Academic Hiring Rituals Podcast by APLA: Hiring in Sweden

Presented by the Association for Political and Legal Anthropology

Our fourth podcast episode explores how Swedish anthropology departments hire.  Every country has its own traditions of hiring.  There are country specific expectations of what genres belong in a job application, and what information matters the most.  Different countries’ research funding infrastructure can also strongly shape how applicants are evaluated.  In this podcast, we ask academics with considerable experience on hiring committees for an ethnographic account of how the Swedish hiring ritual unfolds.  We address questions such as: How are job ads written? How are long lists decided?  What and how can an applicant negotiate? The full episode transcript is also available: https://politicalandlegalanthro.org/transcript-for-academic-hiring-rituals-hiring-in-sweden/ .

Distributed in collaboration with the American Anthropological Association

Sweden Hiring Podcast Chapters

You may listen to the full podcast above or on the Apple podcast services. If you only want to listen to specific chapters, you can do so below.

Chapter One: Introduction

Chapter Two: The Job Ad

Chapter Three: The Application

Chapter Four: Determining the Long List and Short List

Chapter Five: Job Talk and Interview

Chapter Six: The Decision

Chapter Seven: Negotiating the Job Offer

APLA Precariat Fund

We ask people who find listening to the podcast useful to contribute to an APLA fund to help precariat academics with emergency health care and moving costs.  The money accumulated in this mutual aid fund will be distributed on a first-come, first-serve basis every summer.  We are asking that you help support fellow scholars in need of financial help as they move between non-tenure track jobs, or deal with unexpected health costs.  Your donations will help form a mutual aid society moderated by APLA and be greatly appreciated. Directions and a link are below.

Guests

Johan Lindquist is Professor of Social Anthropology at Stockholm University and previously served as Director of the Forum for Asian Studies. During the spring of 2020 he was a Fellow at the Stockholm Centre for Organisational Research (SCORE) and a visiting scholar in the School of Media Studies at the University of Amsterdam, and during 2021 a Visiting Fellow at the Max Planck Institute for Social Anthropology. He has previously been a visiting scholar at Harvard and Cornell and a visiting professor at the Asia Research Institute at the National University of Singapore. Lindquist’s research has most generally been concerned with the relationship between transnationalism and migration, with a particular focus on Indonesia and Southeast Asia, but he has also dealt with themes such as HIV/AIDS, drug use, prostitution, factory work, and documentary film..is Professor of Social Anthropology and previously served as Director of the Forum for Asian Studies at Stockholm University. During the spring of 2020 he was a Fellow at the Stockholm Centre for Organisational Research (SCORE) and a visiting scholar in the School of Media Studies at the University of Amsterdam, and during 2021 a Visiting Fellow at the Max Planck Institute for Social Anthropology. He has previously been a visiting scholar at Harvard and Cornell and a visiting professor at the Asia Research Institute at the National University of Singapore. He is a member of the editorial board of Pacific Affairs, has published articles in journals such as EthnosJournal of the Royal Anthropological InstituteMobilitiesPublic CulturePacific Affairs, and International Migration Review, is the co-editor of volumes such as Figures of Southeast Asian Modernity (University of Hawai’i Press, 2013), and the author of The Anxieties of Mobility: Development and Migration in the Indonesian Borderlands (University of Hawai’i Press, 2009).

Helena Wulff is Professor Emerita of Social Anthropology at Stockholm University. Her research interests include expressive cultural form (dance, art, images, text) in a transnational perspective. Key engagements are in the anthropologies of literature and writing. Her recent research was on writing as craft and career in Ireland. Current research evolves around migrant writing in Sweden. This emerges out of the major multidisciplinary research programme ”Cosmopolitan and Vernacular Dynamics in World Literatures” funded by the Swedish Foundation for Humanities and Social Sciences. She has conducted field studies in Stockholm, London, New York, Frankfurt-am-Main, and Ireland (mostly Dublin). Among Helena Wulff’s books are the three monographs Ballet across Borders: Career and Culture in the World of Dancers (1998), Dancing at the Crossroads: Memory and Mobility in Ireland (2007), and Rhythms of Writing: An Anthropology of Irish Literature (2017). 

Production Staff

This podcast was created by Elisabetta Carosi (sound editor); Jennifer Curtis (editor); Anna Eisenstein (production assistant and narrator); Josh Babcock (production assistant); and Ilana Gershon (producer).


Reproduce the complete set of records exactly. No picture is to appear in the copy.

- _AVAILABLE RECORDS_:

╔══

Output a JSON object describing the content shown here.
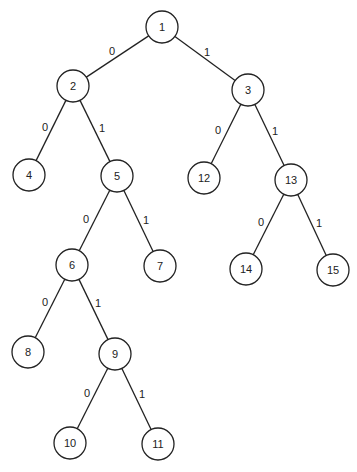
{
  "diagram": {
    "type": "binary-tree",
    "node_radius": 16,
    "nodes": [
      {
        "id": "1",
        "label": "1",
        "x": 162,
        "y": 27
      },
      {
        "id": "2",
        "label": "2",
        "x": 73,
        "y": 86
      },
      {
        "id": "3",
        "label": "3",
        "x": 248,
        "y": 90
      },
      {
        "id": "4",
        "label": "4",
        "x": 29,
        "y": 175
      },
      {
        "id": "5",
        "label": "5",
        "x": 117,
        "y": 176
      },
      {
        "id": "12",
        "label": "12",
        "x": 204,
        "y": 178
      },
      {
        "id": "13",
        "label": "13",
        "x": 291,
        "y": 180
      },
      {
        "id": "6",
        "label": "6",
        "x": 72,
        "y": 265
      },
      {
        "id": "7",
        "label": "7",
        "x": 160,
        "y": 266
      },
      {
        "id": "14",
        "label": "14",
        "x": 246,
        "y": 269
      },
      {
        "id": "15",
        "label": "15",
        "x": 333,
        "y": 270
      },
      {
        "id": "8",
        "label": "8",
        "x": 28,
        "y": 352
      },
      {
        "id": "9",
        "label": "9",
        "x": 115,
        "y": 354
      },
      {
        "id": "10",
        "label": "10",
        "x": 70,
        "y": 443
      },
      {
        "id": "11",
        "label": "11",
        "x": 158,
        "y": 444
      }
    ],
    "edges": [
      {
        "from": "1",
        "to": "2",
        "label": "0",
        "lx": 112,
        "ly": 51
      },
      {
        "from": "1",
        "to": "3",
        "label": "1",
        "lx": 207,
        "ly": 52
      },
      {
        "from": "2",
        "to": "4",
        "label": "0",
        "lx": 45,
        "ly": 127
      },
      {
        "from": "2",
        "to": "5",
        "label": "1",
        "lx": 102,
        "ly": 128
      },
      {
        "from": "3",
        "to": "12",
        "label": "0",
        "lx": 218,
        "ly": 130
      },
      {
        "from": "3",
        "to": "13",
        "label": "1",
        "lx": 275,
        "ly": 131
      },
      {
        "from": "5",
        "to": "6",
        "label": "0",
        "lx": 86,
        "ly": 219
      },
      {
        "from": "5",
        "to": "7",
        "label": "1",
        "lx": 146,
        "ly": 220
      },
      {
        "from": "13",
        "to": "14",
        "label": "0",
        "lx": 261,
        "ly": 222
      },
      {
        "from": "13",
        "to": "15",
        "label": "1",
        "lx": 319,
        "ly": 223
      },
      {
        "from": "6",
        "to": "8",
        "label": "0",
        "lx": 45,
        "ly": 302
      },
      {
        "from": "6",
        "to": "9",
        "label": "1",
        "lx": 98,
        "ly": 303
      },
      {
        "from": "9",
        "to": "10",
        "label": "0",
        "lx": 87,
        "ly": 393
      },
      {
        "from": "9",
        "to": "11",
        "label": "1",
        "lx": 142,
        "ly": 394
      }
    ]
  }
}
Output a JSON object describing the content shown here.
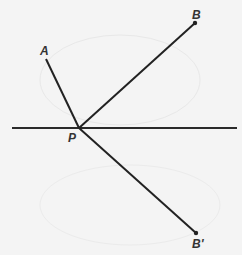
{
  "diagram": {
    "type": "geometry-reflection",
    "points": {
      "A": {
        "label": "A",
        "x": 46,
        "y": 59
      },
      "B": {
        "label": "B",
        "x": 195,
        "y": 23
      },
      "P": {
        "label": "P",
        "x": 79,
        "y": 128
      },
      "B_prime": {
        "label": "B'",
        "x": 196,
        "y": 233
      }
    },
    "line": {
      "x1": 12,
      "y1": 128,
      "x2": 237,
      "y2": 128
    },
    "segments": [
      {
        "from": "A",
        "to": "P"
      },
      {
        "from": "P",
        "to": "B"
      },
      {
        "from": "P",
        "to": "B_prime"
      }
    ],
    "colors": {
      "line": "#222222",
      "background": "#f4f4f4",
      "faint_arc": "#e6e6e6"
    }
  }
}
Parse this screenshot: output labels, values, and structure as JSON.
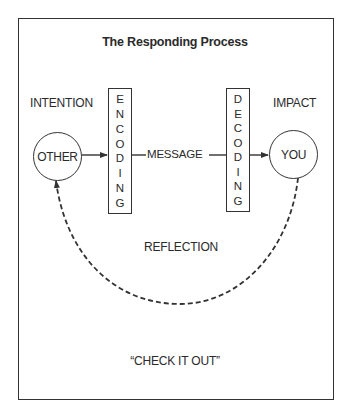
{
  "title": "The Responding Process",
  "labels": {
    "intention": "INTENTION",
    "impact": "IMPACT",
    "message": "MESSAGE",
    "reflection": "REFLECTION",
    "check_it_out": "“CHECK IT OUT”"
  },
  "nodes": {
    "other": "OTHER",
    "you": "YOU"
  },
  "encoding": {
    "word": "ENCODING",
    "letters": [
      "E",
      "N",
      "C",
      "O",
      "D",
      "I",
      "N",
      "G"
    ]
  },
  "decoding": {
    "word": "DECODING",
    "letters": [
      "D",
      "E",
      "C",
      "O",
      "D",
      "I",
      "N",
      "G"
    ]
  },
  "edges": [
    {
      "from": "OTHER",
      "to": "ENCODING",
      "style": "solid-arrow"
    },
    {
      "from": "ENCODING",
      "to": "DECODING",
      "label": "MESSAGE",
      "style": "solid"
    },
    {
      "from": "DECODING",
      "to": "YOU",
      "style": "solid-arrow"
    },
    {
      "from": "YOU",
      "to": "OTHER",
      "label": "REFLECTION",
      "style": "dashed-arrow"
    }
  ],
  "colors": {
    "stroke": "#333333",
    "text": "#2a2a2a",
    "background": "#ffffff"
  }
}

╚══

- _OUTPUT OF THE TASK_:
Output a JSON object describing the content shown here.
{
  "diagram": {
    "type": "binary-tree",
    "node_radius": 16,
    "nodes": [
      {
        "id": "1",
        "label": "1",
        "x": 162,
        "y": 27
      },
      {
        "id": "2",
        "label": "2",
        "x": 73,
        "y": 86
      },
      {
        "id": "3",
        "label": "3",
        "x": 248,
        "y": 90
      },
      {
        "id": "4",
        "label": "4",
        "x": 29,
        "y": 175
      },
      {
        "id": "5",
        "label": "5",
        "x": 117,
        "y": 176
      },
      {
        "id": "12",
        "label": "12",
        "x": 204,
        "y": 178
      },
      {
        "id": "13",
        "label": "13",
        "x": 291,
        "y": 180
      },
      {
        "id": "6",
        "label": "6",
        "x": 72,
        "y": 265
      },
      {
        "id": "7",
        "label": "7",
        "x": 160,
        "y": 266
      },
      {
        "id": "14",
        "label": "14",
        "x": 246,
        "y": 269
      },
      {
        "id": "15",
        "label": "15",
        "x": 333,
        "y": 270
      },
      {
        "id": "8",
        "label": "8",
        "x": 28,
        "y": 352
      },
      {
        "id": "9",
        "label": "9",
        "x": 115,
        "y": 354
      },
      {
        "id": "10",
        "label": "10",
        "x": 70,
        "y": 443
      },
      {
        "id": "11",
        "label": "11",
        "x": 158,
        "y": 444
      }
    ],
    "edges": [
      {
        "from": "1",
        "to": "2",
        "label": "0",
        "lx": 112,
        "ly": 51
      },
      {
        "from": "1",
        "to": "3",
        "label": "1",
        "lx": 207,
        "ly": 52
      },
      {
        "from": "2",
        "to": "4",
        "label": "0",
        "lx": 45,
        "ly": 127
      },
      {
        "from": "2",
        "to": "5",
        "label": "1",
        "lx": 102,
        "ly": 128
      },
      {
        "from": "3",
        "to": "12",
        "label": "0",
        "lx": 218,
        "ly": 130
      },
      {
        "from": "3",
        "to": "13",
        "label": "1",
        "lx": 275,
        "ly": 131
      },
      {
        "from": "5",
        "to": "6",
        "label": "0",
        "lx": 86,
        "ly": 219
      },
      {
        "from": "5",
        "to": "7",
        "label": "1",
        "lx": 146,
        "ly": 220
      },
      {
        "from": "13",
        "to": "14",
        "label": "0",
        "lx": 261,
        "ly": 222
      },
      {
        "from": "13",
        "to": "15",
        "label": "1",
        "lx": 319,
        "ly": 223
      },
      {
        "from": "6",
        "to": "8",
        "label": "0",
        "lx": 45,
        "ly": 302
      },
      {
        "from": "6",
        "to": "9",
        "label": "1",
        "lx": 98,
        "ly": 303
      },
      {
        "from": "9",
        "to": "10",
        "label": "0",
        "lx": 87,
        "ly": 393
      },
      {
        "from": "9",
        "to": "11",
        "label": "1",
        "lx": 142,
        "ly": 394
      }
    ]
  }
}
Output a JSON object describing the content shown here.
{
  "diagram": {
    "type": "geometry-reflection",
    "points": {
      "A": {
        "label": "A",
        "x": 46,
        "y": 59
      },
      "B": {
        "label": "B",
        "x": 195,
        "y": 23
      },
      "P": {
        "label": "P",
        "x": 79,
        "y": 128
      },
      "B_prime": {
        "label": "B'",
        "x": 196,
        "y": 233
      }
    },
    "line": {
      "x1": 12,
      "y1": 128,
      "x2": 237,
      "y2": 128
    },
    "segments": [
      {
        "from": "A",
        "to": "P"
      },
      {
        "from": "P",
        "to": "B"
      },
      {
        "from": "P",
        "to": "B_prime"
      }
    ],
    "colors": {
      "line": "#222222",
      "background": "#f4f4f4",
      "faint_arc": "#e6e6e6"
    }
  }
}
Parse this screenshot: output labels, values, and structure as JSON.
{
  "title": "The Responding Process",
  "labels": {
    "intention": "INTENTION",
    "impact": "IMPACT",
    "message": "MESSAGE",
    "reflection": "REFLECTION",
    "check_it_out": "“CHECK IT OUT”"
  },
  "nodes": {
    "other": "OTHER",
    "you": "YOU"
  },
  "encoding": {
    "word": "ENCODING",
    "letters": [
      "E",
      "N",
      "C",
      "O",
      "D",
      "I",
      "N",
      "G"
    ]
  },
  "decoding": {
    "word": "DECODING",
    "letters": [
      "D",
      "E",
      "C",
      "O",
      "D",
      "I",
      "N",
      "G"
    ]
  },
  "edges": [
    {
      "from": "OTHER",
      "to": "ENCODING",
      "style": "solid-arrow"
    },
    {
      "from": "ENCODING",
      "to": "DECODING",
      "label": "MESSAGE",
      "style": "solid"
    },
    {
      "from": "DECODING",
      "to": "YOU",
      "style": "solid-arrow"
    },
    {
      "from": "YOU",
      "to": "OTHER",
      "label": "REFLECTION",
      "style": "dashed-arrow"
    }
  ],
  "colors": {
    "stroke": "#333333",
    "text": "#2a2a2a",
    "background": "#ffffff"
  }
}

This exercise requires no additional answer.